• _Directions_
Transcribe every entry exactly; the images stay out.

*** Material for the task ***

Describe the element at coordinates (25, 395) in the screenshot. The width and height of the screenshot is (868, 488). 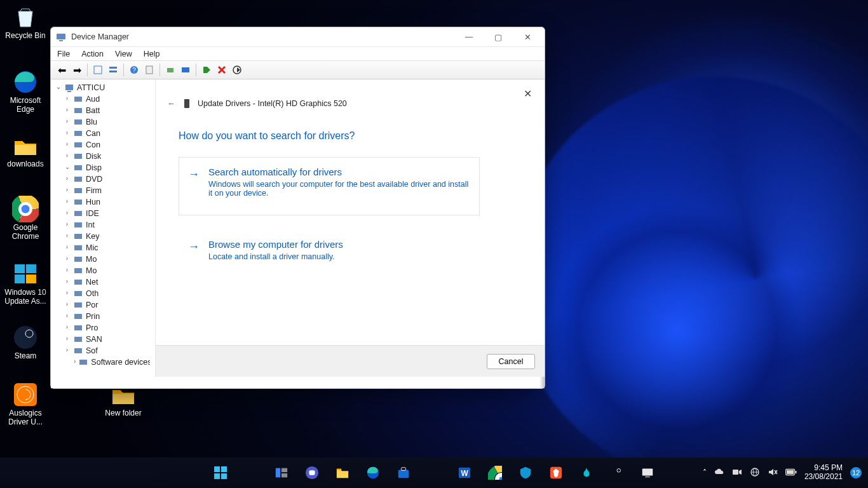
I see `auslogics-icon` at that location.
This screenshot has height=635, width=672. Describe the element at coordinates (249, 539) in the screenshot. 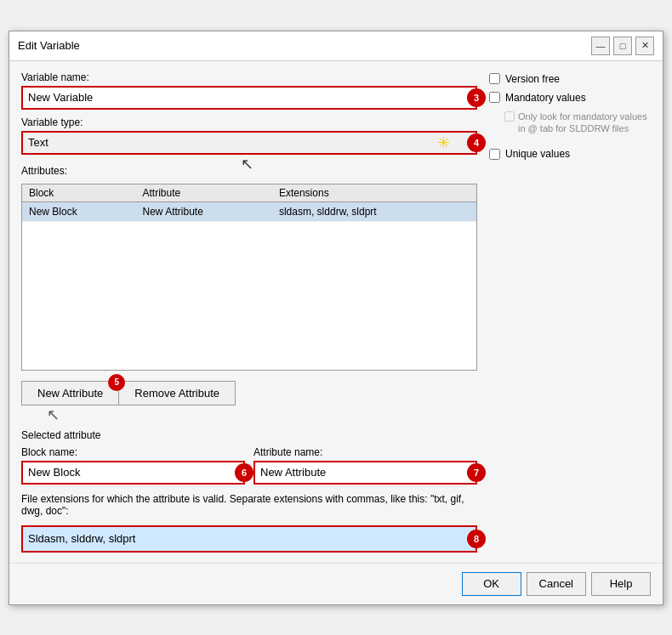

I see `extensions-input-wrapper: 8` at that location.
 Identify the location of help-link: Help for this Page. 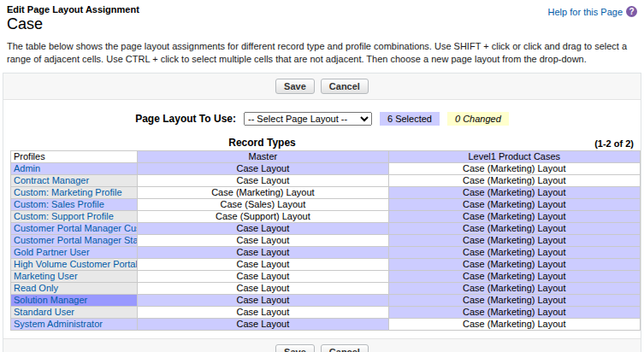
(585, 12).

*** End of Material for the task ***

• _Result of this exercise_
Describe the element at coordinates (25, 395) in the screenshot. The width and height of the screenshot is (868, 488). 
I see `auslogics-icon` at that location.
This screenshot has height=635, width=672. Describe the element at coordinates (249, 539) in the screenshot. 

I see `extensions-input-wrapper: 8` at that location.
 Identify the location of help-link: Help for this Page. 
(585, 12).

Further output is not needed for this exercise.